Posts Tagged ‘games’

Tips for Organizing Games

Wednesday, January 9th, 2013

organizing-games

If your cabinet is bursting with board games, you might want to take some time to organize those games. When organizing games in a shallow cupboard, stack all the square games in one stack and the rectangular ones in another stack. Get rid of any games you no longer play.

When organizing board games in a deep cupboard, put the rectangular games length-wise, so that you can see the short edge of the games, instead of blocking the back games with the games in front of them.

Card games can be organized in a drawer, lined up so that you can see their edges to see what game it is. Larger card containers can be stacked at the back of the drawer, along with any card holders.

game-drawer

If you have games that are subject-related, you could store those games in separate bins to use during school time. Math games (like Monopoly, Yahtzee, Payday, Battleship, etc.) could all go in one bin. Language Arts or Reading games (like Scrabble, Boggle, etc.) could go into another bin. Art games (like Masterpiece, Mommy, It’s a Renoir, etc.) and puzzles of famous works of art could go in another bin. Geography games (like Take-Off, Risk, etc.) and puzzles of the U.S.A. or the world could go into another bin. You could stack the bins in your garage or slide them under a large bed, to take out whenever your children have earned some game time for school.

What are some of your favorite games? Do you recognize any of the games in our cupboard? Who remembers Mr. Mouth?

Croquet

Wednesday, May 30th, 2012

croquetCroquet is a fun game to play, especially in the summer. It’s a lawn game, where you hit a wooden ball with a mallet through wickets. The wickets are the iron squared-off loops that you stab into the ground. I remember playing croquet as a kid, setting up the wickets randomly around the lawn, and trying to hit my ball through each one, taking turns with my sisters.

croquet-2The game actually has a specific pattern for placing the wickets. It looks like two diamonds stacked on top of each other, with double wickets on the top and bottom. Refer to my pencil drawing to see the arrows, as to how you go all the way down the two diamonds on one side (zig-zagging as you go), and then go back up the double diamond. The first person to hit the stick at the top wins. (You also need to have your ball hit the other stick at the bottom when you’re halfway through the game.)

croquet-3Make sure that when a kid is swinging his mallet, that the other kids are far enough away not to accidentally get hit by the mallet. It hurts.

If you don’t have level ground in your backyard, go to a local park that has a grassy level area, and set up your croquet game there. Each person has a mallet of a different color, with a ball to match, so as not to confuse people as to who is winning. That would be me, of course. (I’m kidding.)

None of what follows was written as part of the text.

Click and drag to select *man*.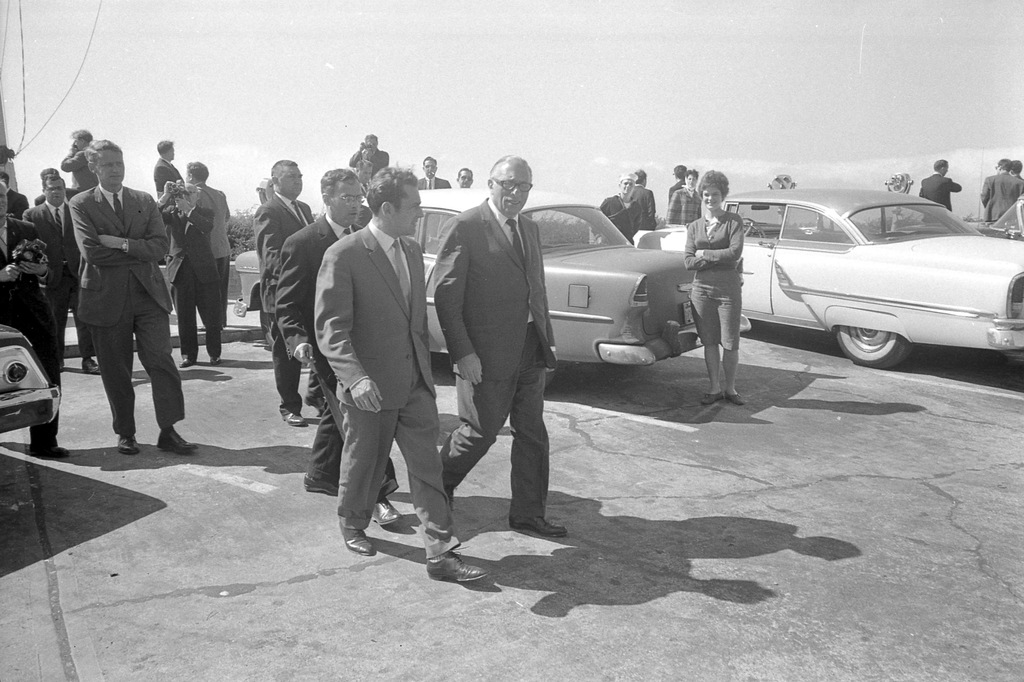
Selection: BBox(589, 172, 650, 244).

croquet-4Many famous artists have painted games of croquet, including Norman Rockwell and Winslow Homer, who painted women in fancy dresses, playing croquet. Lewis Caroll also wrote about a crazy game of croquet in his novel Alice’s Adventures in Wonderland. So the game of croquet is worth playing at least once. You can borrow a set from someone, if you’re not sure you will like the game. Children enjoy this game particularly, and it’s good for hand-eye coordination.

croquet-5croquet-6

Egyptians Game

Saturday, September 25th, 2010

egyptians-game

I picked up a game about Egypt called “Egyptians” at a yard sale for $1 last summer. I thought, sure, why not? I was about to teach a unit on Ancient Egypt in the fall. So now we’ve played the game several times, and the children have enjoyed it. The game is for two to four players, and the age is 7 and up. There is a game board, and the players are represented by camels. The object of the game is to collect six pharaohs and entomb them in your pyramid. Tomb robbers can steal from your pyramid, so you’re never really safe until you’ve won.

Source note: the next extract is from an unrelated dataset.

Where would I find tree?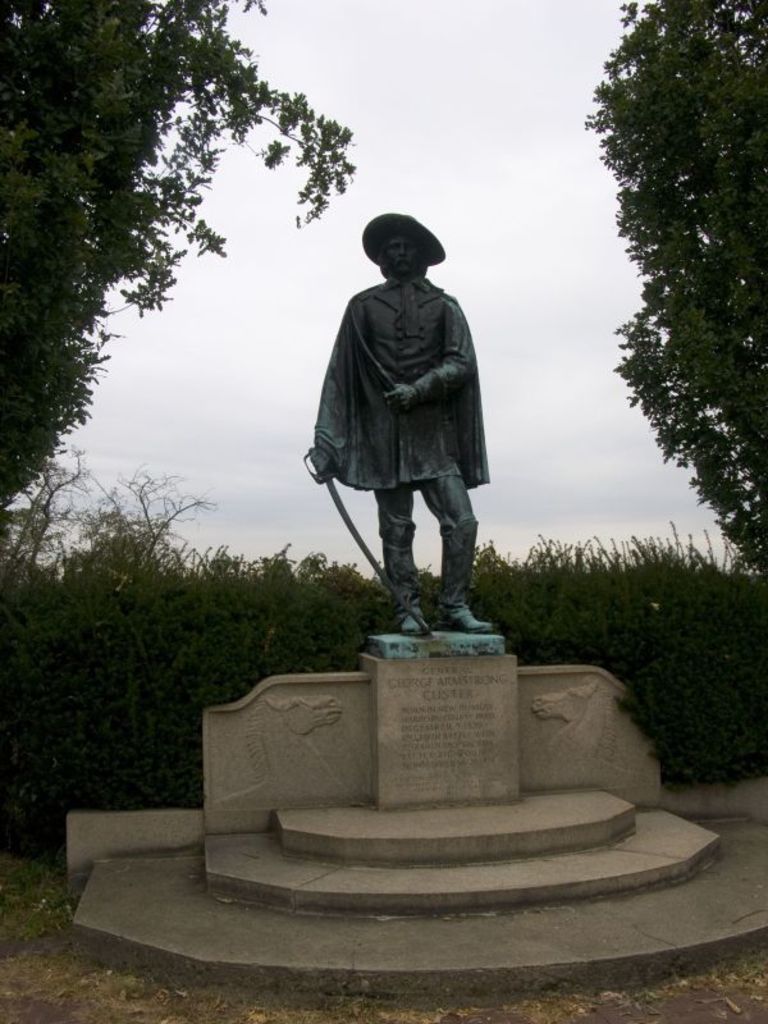
At bbox=(3, 4, 362, 515).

You answer questions about Ancient Egypt and collect pharaohs as you land on certain squares on the board. I was surprised a week ago by how many questions my children could answer after just two weeks of studying Egypt. (They must be reading Ancient Egypt books in their free time, because I didn’t teach them the answers to some of those questions. That’s one good thing about having fun books lying around. It makes kids want to study on their own.)

The most dramatic (and loudest) part of the game is when pharaohs do battle. One player puts down three pharaoh cards (for example) and another player puts down three pharaoh cards. Both players roll a die to see who rolls the highest number. The person with the highest number gets all six cards. My daughter acquired a huge pack of pharaoh cards by participating in a lot of battles. It was uncanny how she always won those battles.

When four people play the game, it can take two hours, which was tedious to me. My older two sons played the game (just the two of them) before I had a chance to look at it, and they said the game was way shorter with fewer people.